The numbers alone are staggering: Five million to seven million photographic prints are stored here, along with tens of millions of clippings. (The Times’s collection of about 10 million photographic negatives is housed elsewhere, some in the newsroom and some in a separate underground library.)
And if the scale of the archives is dizzying, so, too, is its seemingly ad hoc arrangement.
But there is a method to the madness — “as long as you know the alphabet,” Mr. Roth said. “And can count.”
Jeff Roth, the last remaining clip filer in The New York Times’s “morgue.” |
The main organizing principle? Two separate card catalogs, one for the clippings, and one for the picture library.
“You have to understand,” he said, explaining the separate catalogs: “Historically, the morgue and picture library were two very different animals.”
The Times’s clippings collection dates to the 1870s, when newspaper articles were individually cut out and stored in small packets that corresponded to the many names and subjects described in a given article. (At one point, 36 copies of The Times, along with 28 other publications, were set aside each day to be cut and filed away.) The collection was formally codified into a clippings library in 1907, under the direction of Carr Van Anda, then the paper’s managing editor. That clippings library made up the original morgue.
The photos in the picture library, which dates to around 1905, were managed separately from the news clippings — by the art department. It wasn’t until the late 1960s that the two collections merged.
Think of the clippings library as a precursor to a subject-based web search. Times journalists delving into a particular topic — the Second Avenue subway, say — would dip into various clippings packets related to transportation in New York, hoping to supplement their stories with historical context and color.
Thumbing through a drawer of clipping packets can engender a sense of historical whiplash; a packet labeled “BOMBINGS, NYC” sits almost adjacent to one labeled “BOOTBLACKS,” for example. Withdrawing the latter and emptying its contents yields a bundle of yellowed and brittle newspaper articles, each one neatly trimmed at the margins and labeled with notes and filing markings. (“Bootblack Sees Circus / On McReynolds Dollar,” reads one headline. “SHINE, MISTER?” reads another.)
There’s an inescapable sense of serendipity to wandering through the morgue, a sensation that in many ways would be impossible to replicate with a modern-day, digitized archive.
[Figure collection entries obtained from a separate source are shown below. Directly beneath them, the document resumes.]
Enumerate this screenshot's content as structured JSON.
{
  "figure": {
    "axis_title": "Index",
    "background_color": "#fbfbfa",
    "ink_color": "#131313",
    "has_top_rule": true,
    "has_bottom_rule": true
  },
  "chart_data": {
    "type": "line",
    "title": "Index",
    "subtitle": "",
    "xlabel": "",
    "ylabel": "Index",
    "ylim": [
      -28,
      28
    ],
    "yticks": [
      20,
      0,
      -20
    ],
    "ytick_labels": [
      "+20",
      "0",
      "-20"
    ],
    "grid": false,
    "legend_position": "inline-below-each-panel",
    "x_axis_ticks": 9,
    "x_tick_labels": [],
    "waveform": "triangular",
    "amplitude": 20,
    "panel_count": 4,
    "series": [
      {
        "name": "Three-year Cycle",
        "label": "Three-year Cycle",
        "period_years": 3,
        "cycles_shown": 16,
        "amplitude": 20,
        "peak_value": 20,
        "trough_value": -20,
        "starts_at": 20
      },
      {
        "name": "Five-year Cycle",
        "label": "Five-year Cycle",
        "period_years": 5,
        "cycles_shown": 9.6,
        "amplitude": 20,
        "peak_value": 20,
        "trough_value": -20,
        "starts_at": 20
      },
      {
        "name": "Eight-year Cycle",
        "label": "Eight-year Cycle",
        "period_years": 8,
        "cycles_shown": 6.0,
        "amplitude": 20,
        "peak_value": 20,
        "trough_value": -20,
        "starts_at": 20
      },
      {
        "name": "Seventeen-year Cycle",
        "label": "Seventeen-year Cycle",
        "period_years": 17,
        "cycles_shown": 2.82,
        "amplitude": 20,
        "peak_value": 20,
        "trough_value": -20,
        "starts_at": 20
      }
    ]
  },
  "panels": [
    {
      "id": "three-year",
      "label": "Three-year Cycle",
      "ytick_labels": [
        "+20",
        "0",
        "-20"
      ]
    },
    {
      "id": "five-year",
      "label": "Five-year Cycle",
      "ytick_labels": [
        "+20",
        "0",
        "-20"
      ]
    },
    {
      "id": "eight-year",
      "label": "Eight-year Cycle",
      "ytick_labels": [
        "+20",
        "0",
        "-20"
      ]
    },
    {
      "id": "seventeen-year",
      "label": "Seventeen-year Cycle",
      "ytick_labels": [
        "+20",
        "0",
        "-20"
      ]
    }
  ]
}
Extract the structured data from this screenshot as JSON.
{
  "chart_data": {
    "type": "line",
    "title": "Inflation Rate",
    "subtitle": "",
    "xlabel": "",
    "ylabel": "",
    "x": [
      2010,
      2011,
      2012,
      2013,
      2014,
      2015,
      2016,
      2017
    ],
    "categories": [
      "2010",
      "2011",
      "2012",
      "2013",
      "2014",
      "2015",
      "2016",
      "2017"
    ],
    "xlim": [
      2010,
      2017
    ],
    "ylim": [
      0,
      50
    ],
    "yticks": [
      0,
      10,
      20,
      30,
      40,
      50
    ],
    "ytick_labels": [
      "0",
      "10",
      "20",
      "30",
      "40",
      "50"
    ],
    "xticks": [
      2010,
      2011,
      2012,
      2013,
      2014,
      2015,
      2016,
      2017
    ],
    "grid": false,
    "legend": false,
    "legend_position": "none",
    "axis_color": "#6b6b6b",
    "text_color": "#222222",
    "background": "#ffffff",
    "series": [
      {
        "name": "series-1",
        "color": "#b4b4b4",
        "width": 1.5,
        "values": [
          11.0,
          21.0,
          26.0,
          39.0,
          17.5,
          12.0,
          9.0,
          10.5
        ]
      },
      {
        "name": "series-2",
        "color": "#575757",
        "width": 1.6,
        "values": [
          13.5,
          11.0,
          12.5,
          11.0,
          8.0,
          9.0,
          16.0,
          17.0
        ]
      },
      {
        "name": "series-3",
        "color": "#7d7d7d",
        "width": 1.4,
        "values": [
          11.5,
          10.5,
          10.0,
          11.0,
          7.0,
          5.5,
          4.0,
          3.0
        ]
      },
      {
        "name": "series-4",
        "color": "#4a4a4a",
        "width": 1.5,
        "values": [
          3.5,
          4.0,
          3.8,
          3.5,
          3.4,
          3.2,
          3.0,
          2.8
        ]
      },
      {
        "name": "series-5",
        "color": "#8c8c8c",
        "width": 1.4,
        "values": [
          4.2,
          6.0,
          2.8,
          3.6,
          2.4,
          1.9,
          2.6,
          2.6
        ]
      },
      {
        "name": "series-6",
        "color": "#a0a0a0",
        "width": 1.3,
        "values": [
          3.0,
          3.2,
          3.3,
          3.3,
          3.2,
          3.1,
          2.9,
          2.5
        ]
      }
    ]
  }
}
Not that a digital version of The Times’s morgue is likely, or even possible. Of the millions of photographs in the picture library, Mr. Roth estimates that only 1 or 2 percent have been scanned. And the clippings are too fragile, and far too numerous, to be subjected to a scanning bed.
Mr. Roth, who began working at The Times in 1993, was once part of a much larger team of filers. “There were 20 guys down here when I started,” he said. “Now I’m the last one.”
His job consists of a range of tasks: chasing down clippings and picture folders for researchers and reporters — including photo editors and obituary writers — who are hunting down historical information; scanning relevant pictures; keeping an eye out for archival material that may aid or interest his colleagues; and cataloging and organizing the collections.
He also spends his time trying to refile everything he’s pulled — although, he said, “I’m about 10 years behind in my refiling.”
But in spite of the never-ending nature of the place (there is more here than any single person could ever look at or read, let alone catalog and organize), Mr. Roth is still spurred on by the thrill of discovery.
“You’re always learning something down here,” he said. “Sometimes just by osmosis.”